Second generation a welcome addition

By Anglican Journal
Published March 1, 2004

Steve Bell’s daughter Sarah joins him on Sons & Daughters album.

Both change and constancy have marked the life and work of Manitoba-based musician Steve Bell. In his teens, he was honing his skills as a world-class guitar picker. In his twenties, he was a member of the folk pop trio Elias, Schritt and Bell. In his thirties, he was a stay-at-home dad before finding his niche as a musician.

Bell has spent the last 15 years honing those skills and refining that niche with spectacular results. A two-time Juno Award winner, he has released 10 albums and sold nearly 200,000 units worldwide. He straddles two musical idioms — Christian music by  virtue of lyrical gifts that are unique and folk/pop/roots secular music with a signature, evocative tenor voice, a great knack for a timeless hook, and those early guitar-picking skills now fully developed.

Never have the intertwining of change and constancy been more apparent than on the baker’s dozen tracks that make up his new album Sons & Daughters.

The big change is the high profile of Bell ‘s now-adult daughter Sarah, who earns co-credit status on this album after cameoing on the Juno Award-winning album Simple Songs.

Sarah does lead vocals on four tracks, and her pure, unadorned soprano ? a clarion call that recalls Susan Aglukark ? is especially effective as a harmony counterpoint to Steve’s tenor.

There are other changes too ? a rhumba feel to Everything Lies, a 3/4 shuffle beat in Getting Ready For Glory, and an overall jazzier sound in much of the music.

“Sonically, Sons & Daughters has a moodier, jazzier feel than I initially anticipated,” Bell said in December as the album was launched.

“The musicians who contributed gave spectacular performances and helped fashion the album in a direction that has surprised and delighted me.”

Collaborators include jazz pianist Mike Janzen, double bassist Gilles Fournier, and percussionist Alex Acuna.

While there is change, there is also constancy in Steve Bell himself. He has a unique ability to paraphrase Scripture in a way that transcends boundaries and barriers. This time around, the showcase piece of this sort is Psalm 116.

Meanwhile, his textbook, tasty acoustic guitar picking and licks are the undercore of the construction of most songs and the execution of all of them.

This is the case with his originals, but it is even evident on the covers. For instance, when Sarah sings the nugget I’ll Fly Away, Steve tweaks with the familiar progression to give the song new life, and his picking veers between jazz and bluegrass.

“Lyrically, there is the wacky disparity between the mystical poetry of St. Francis of Assisi and the light-hearted retro optimism of Paul Simon’s Feelin’ Groovy ? but it all works for me,” said Bell.

“And the title, Sons & Daughters, was picked in celebration of the fact that the focus of Sarah’s and my relationship is rightly changing from father / daughter to the mutuality of sons and daughters on a common journey.”

This is a journey with wonderful side trips and consistent artistic vision and growth. It will be showcased in a national tour this spring.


**WORK REQUEST**
Among the entries, which lines carry the string "your"? Copy each of them.

**AVAILABLE DATA**
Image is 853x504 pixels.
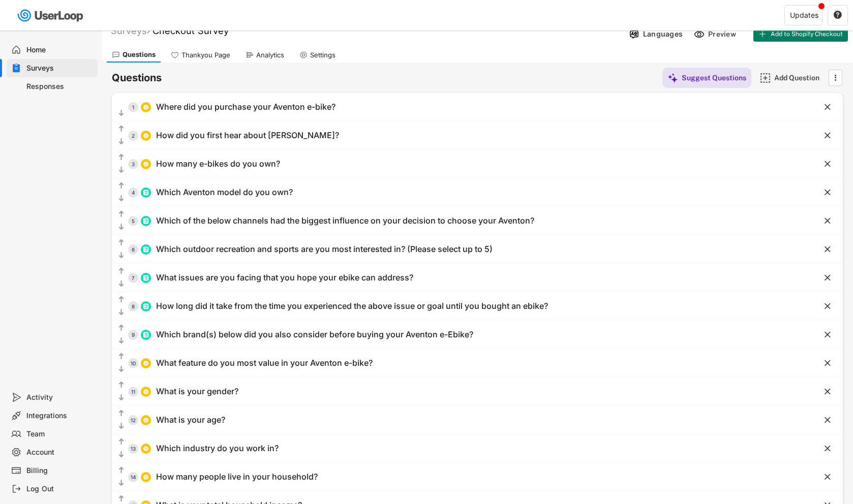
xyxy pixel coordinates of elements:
[119,194,124,203] text: 
[119,125,124,133] text: 
[775,73,825,83] div: Add Question
[833,10,843,20] button: 
[156,329,473,340] div: Which brand(s) below did you also consider before buying your Aventon e-Ebike?
[119,267,124,275] text: 
[117,152,126,163] button: 
[119,478,124,487] text: 
[27,82,94,91] div: Responses
[823,159,833,169] button: 
[119,409,124,418] text: 
[117,237,126,248] button: 
[117,137,126,147] button: 
[823,444,833,453] button: 
[143,474,149,480] img: CircleTickMinorWhite.svg
[825,329,831,340] text: 
[117,437,126,447] button: 
[27,46,94,55] div: Home
[825,386,831,396] text: 
[823,358,833,368] button: 
[117,250,126,261] button: 
[128,275,139,280] div: 7
[760,72,770,83] img: AddMajor.svg
[825,215,831,226] text: 
[143,218,149,224] img: ListMajor.svg
[825,358,831,368] text: 
[119,323,124,332] text: 
[119,393,124,402] text: 
[119,352,124,360] text: 
[823,472,833,482] button: 
[823,329,833,340] button: 
[117,421,126,431] button: 
[156,386,238,396] div: What is your gender?
[156,158,280,169] div: How many e-bikes do you own?
[117,181,126,191] button: 
[825,301,831,311] text: 
[825,130,831,141] text: 
[143,417,149,423] img: CircleTickMinorWhite.svg
[122,50,156,59] div: Questions
[143,246,149,253] img: ListMajor.svg
[119,166,124,175] text: 
[27,411,94,421] div: Integrations
[143,332,149,338] img: ListMajor.svg
[128,389,139,394] div: 11
[117,365,126,374] button: 
[770,31,843,37] span: Add to Shopify Checkout
[119,238,124,247] text: 
[119,380,124,389] text: 
[643,29,683,39] div: Languages
[27,64,94,73] div: Surveys
[117,194,126,204] button: 
[119,421,124,430] text: 
[119,438,124,446] text: 
[117,335,126,346] button: 
[119,365,124,373] text: 
[119,137,124,146] text: 
[128,218,139,224] div: 5
[117,307,126,317] button: 
[156,301,548,311] div: How long did it take from the time you experienced the above issue or goal until you bought an eb...
[825,415,831,425] text: 
[27,484,94,494] div: Log Out
[825,187,831,198] text: 
[117,108,126,119] button: 
[27,447,94,458] div: Account
[825,273,831,283] text: 
[156,244,492,255] div: Which outdoor recreation and sports are you most interested in? (Please select up to 5)
[119,210,124,218] text: 
[117,494,126,504] button: 
[143,304,149,310] img: ListMajor.svg
[119,223,124,231] text: 
[143,104,149,110] img: CircleTickMinorWhite.svg
[117,165,126,175] button: 
[156,130,339,141] div: How did you first hear about [PERSON_NAME]?
[823,415,833,425] button: 
[117,450,126,460] button: 
[823,131,833,141] button: 
[834,10,842,19] text: 
[257,51,284,59] div: Analytics
[119,153,124,162] text: 
[117,380,126,390] button: 
[117,222,126,232] button: 
[668,72,678,83] img: MagicMajor%20%28Purple%29.svg
[823,273,833,283] button: 
[128,475,139,480] div: 14
[143,132,149,138] img: CircleTickMinorWhite.svg
[128,418,139,422] div: 12
[143,389,149,395] img: CircleTickMinorWhite.svg
[117,323,126,333] button: 
[128,332,139,337] div: 9
[117,279,126,289] button: 
[156,101,336,113] div: Where did you purchase your Aventon e-bike?
[629,29,640,40] img: Language%20Icon.svg
[682,73,746,83] div: Suggest Questions
[825,244,831,255] text: 
[152,26,229,36] font: Checkout Survey
[825,101,831,113] text: 
[119,308,124,317] text: 
[119,181,124,190] text: 
[831,71,840,85] button: 
[156,415,226,425] div: What is your age?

**ANSWER BOX**
[156,329,473,340] div: Which brand(s) below did you also consider before buying your Aventon e-Ebike?
[156,386,238,396] div: What is your gender?
[156,101,336,113] div: Where did you purchase your Aventon e-bike?
[156,415,226,425] div: What is your age?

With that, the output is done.